Updated

Some of the same "disturbing" traits that contributed to the Columbia tragedy were still present in the months leading up to the shuttle Discovery's liftoff, seven members of a larger oversight panel said Wednesday in a scathing critique.

"We expected that NASA leadership would set high standards for post-Columbia work," the panel members wrote. "We were, overall, disappointed."

The minority report said poor leadership made the shuttle's return to space on July 26 more complicated, expensive and prolonged than it needed to be. So much emphasis was placed on trying to meet unrealistic launch dates that some safety improvements were skipped, said the group.

"Another disturbing trait that we observed was that personalities were allowed to dominate over strict process," the seven panel members added.

The critics include a former shuttle astronaut, former under-secretary of the Navy, former Congressional Budget Office director, former moon rocket engineer, retired nuclear engineer and two university professors.

"NASA needs to learn the lessons of its past ... lessons provided at the cost of the lives of seventeen astronauts," they added, referring to the seven killed aboard the shuttle Columbia (search) and 10 others who died in the Challenger (search) and Apollo 1 (search) accidents years earlier.

The seven critics are part of the 26-member task force that monitored NASA's progress in meeting the recommendations set forth by the Columbia accident investigators. That entire task force concluded in late June in an advance summary — just a month before Discovery's liftoff on the first mission since the Columbia disaster — that the space agency failed to satisfy three of the 15 return-to-flight recommendations.

Those three failed recommendations were arguably the most critical: an inability to prevent dangerous pieces of foam and ice from breaking off the fuel tank during launch; an inability to fix any damage to the shuttle in orbit; and a failure to make the shuttle less vulnerable to debris strikes.

As it turned out, a large, potentially deadly chunk of foam insulation broke off Discovery's modified fuel tank during liftoff. Unlike in Columbia's tragic case, the piece did not hit Discovery.

The co-chairmen of the task force, retired Apollo astronaut Thomas Stafford and retired shuttle astronaut Richard Covey, refused to comment Wednesday on the individual observations of others.

The recommendations, made well before Discovery's launch last month, were included in the report at the request of NASA Administrator Michael Griffin.

The seven task force members noted that NASA should have done detailed engineering reviews of the Columbia accident investigators' recommendations before committing to short-term launch dates. That way, they said, the space agency would have better understood the foam loss and seriously considered alternative approaches, such as a completely redesigned fuel tank or hardening of the shuttle's skin.

Discovery's original launch date, before Columbia's catastrophic return on Feb. 1, 2003, was March 1 of that year. That date ended up changing 14 times.

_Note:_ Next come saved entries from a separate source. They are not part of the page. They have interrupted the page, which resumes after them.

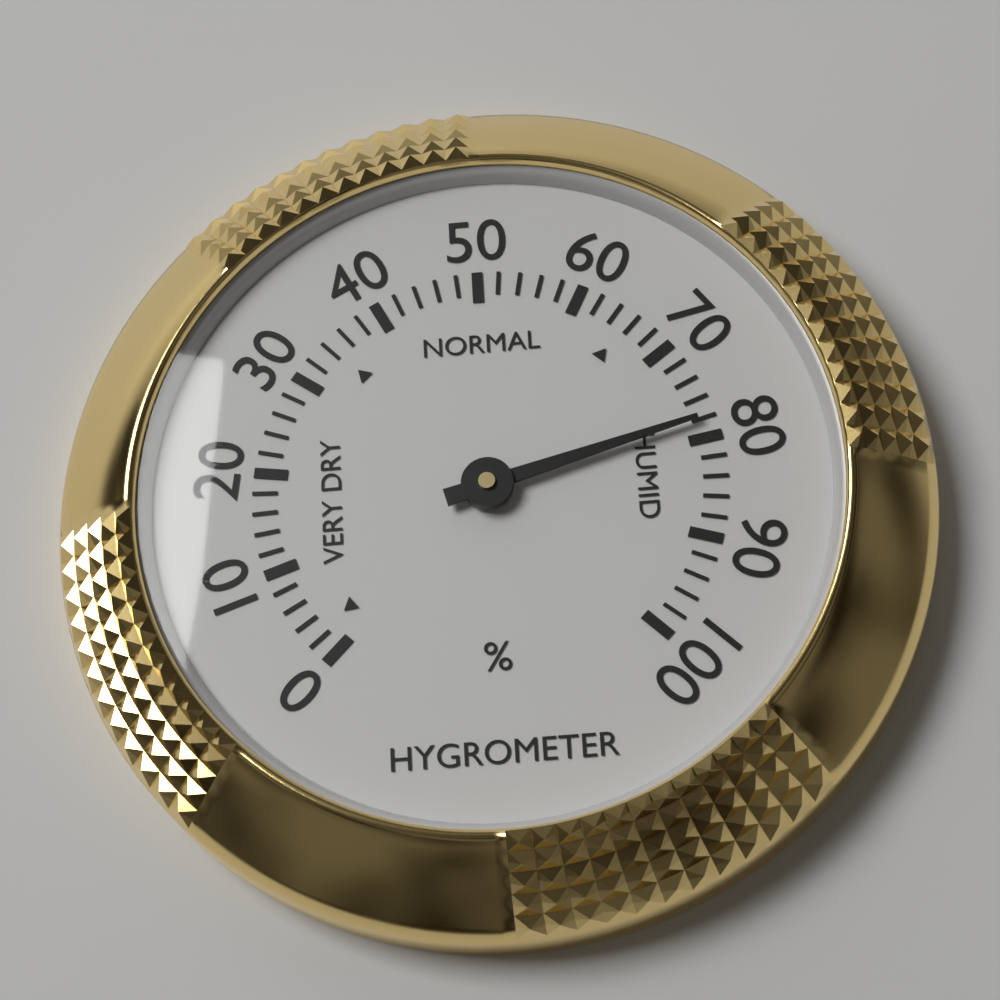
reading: 78 %
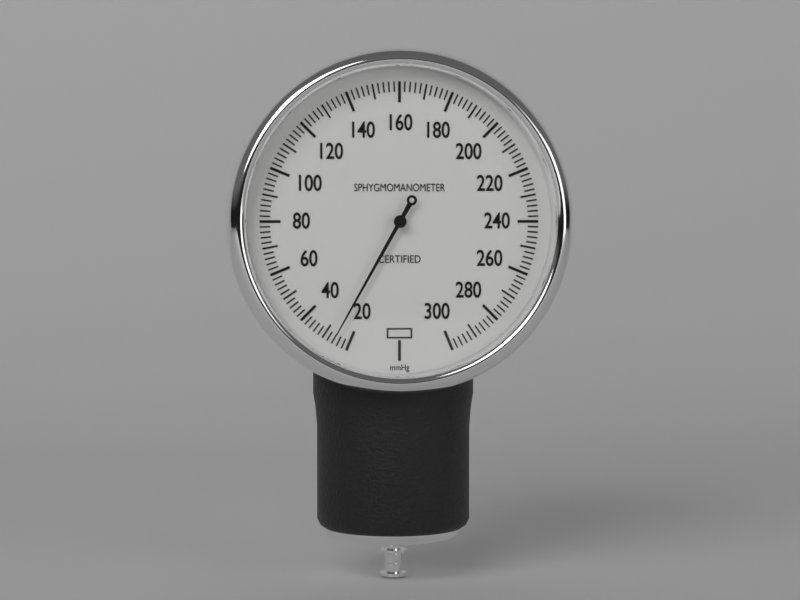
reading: 26 mmHg
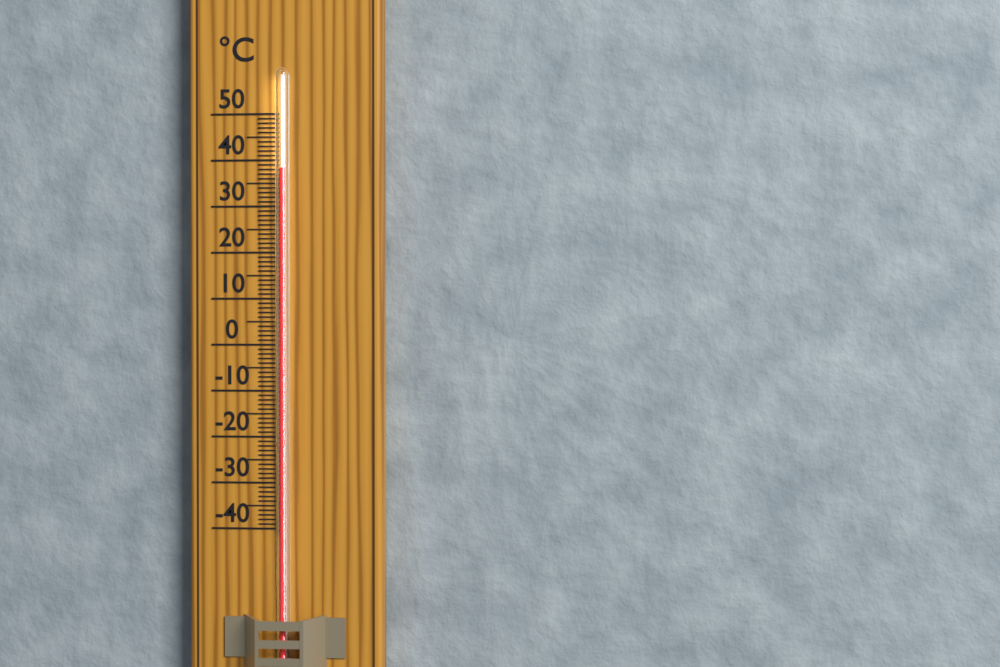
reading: 38 °C
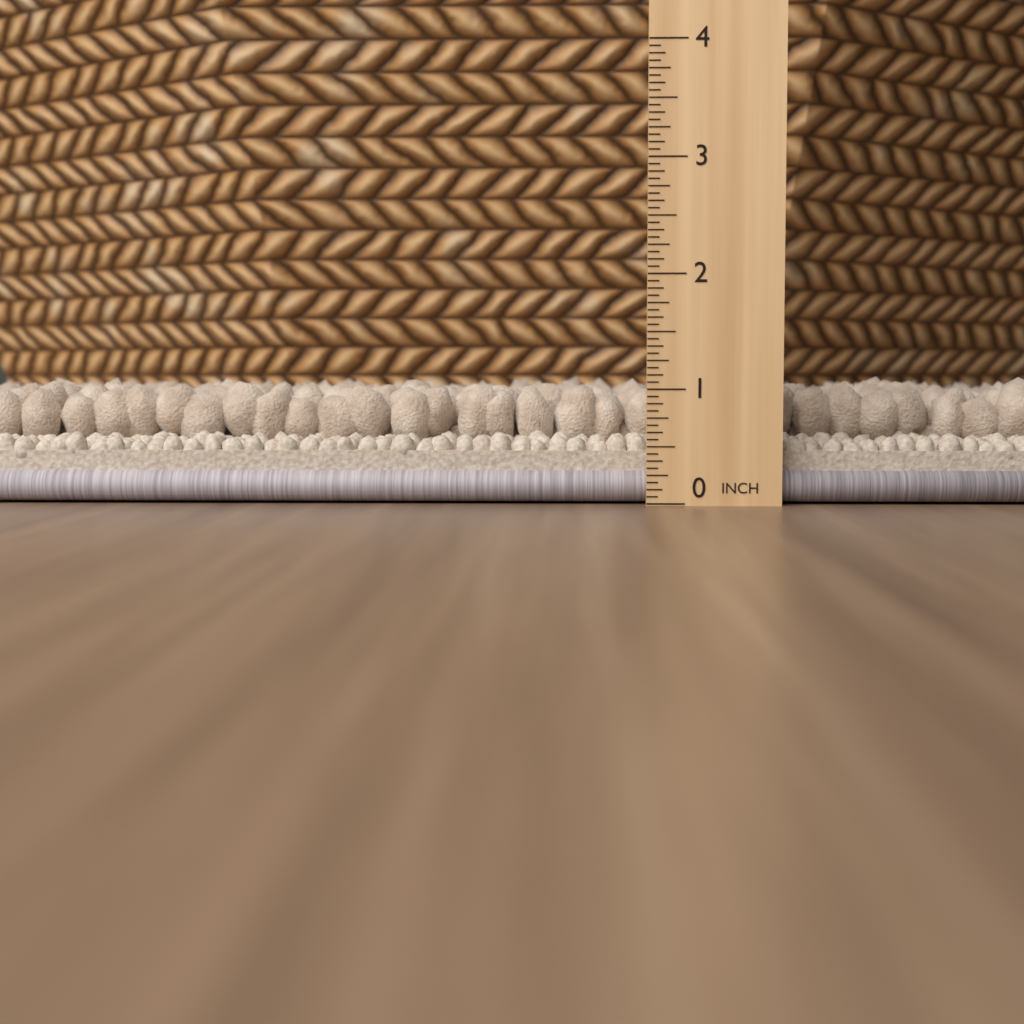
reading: 1.1250 in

As early as September 2003, NASA told the task force that some technical work was not being performed because they could not meet the launch schedule, the seven members noted. "Too often we heard the lament: 'If only we'd known we were down for two years we would have approached this very differently."'

Discovery astronaut Andrew Thomas said Wednesday that having so many launch dates was indeed "a serious issue."

"There was a line drawn in the sand for a launch date which was so close, actually it was a few months away, that it didn't give people time to do the work the way that was needed," Thomas said. "It would have been better to just say all right, the launch is three years or two years away, that's what you should plan for."

One outcome, the seven task force members said, was out-of-control costs.

"At the end of 21/2 years and $1.5 billion or more, it is not clear what has been accomplished," they said. "If the return-to-flight effort had been better managed to control costs, it is possible that funding would exist to upgrade the orbiter with newer systems and eliminate risks posed by hardware not involved in the Columbia accident."

There were numerous instances when an opportunity was missed to carry out the best solution "because of this false schedule pressure," the seven members said. One example: NASA's initial decision not to install heaters on one section of the fuel tank to prevent ice.

This trend to accept risks instead of resolving them was evident during the return-to-flight effort, the seven noted. They said it took the personal intervention of Griffin — a rocket scientist who was new in NASA's top job — to take the ice threat seriously.

In a separate observation, Apollo astronaut William Anders noted that the space shuttle will never be particularly safe "and we should not be too surprised if or when another accident happens."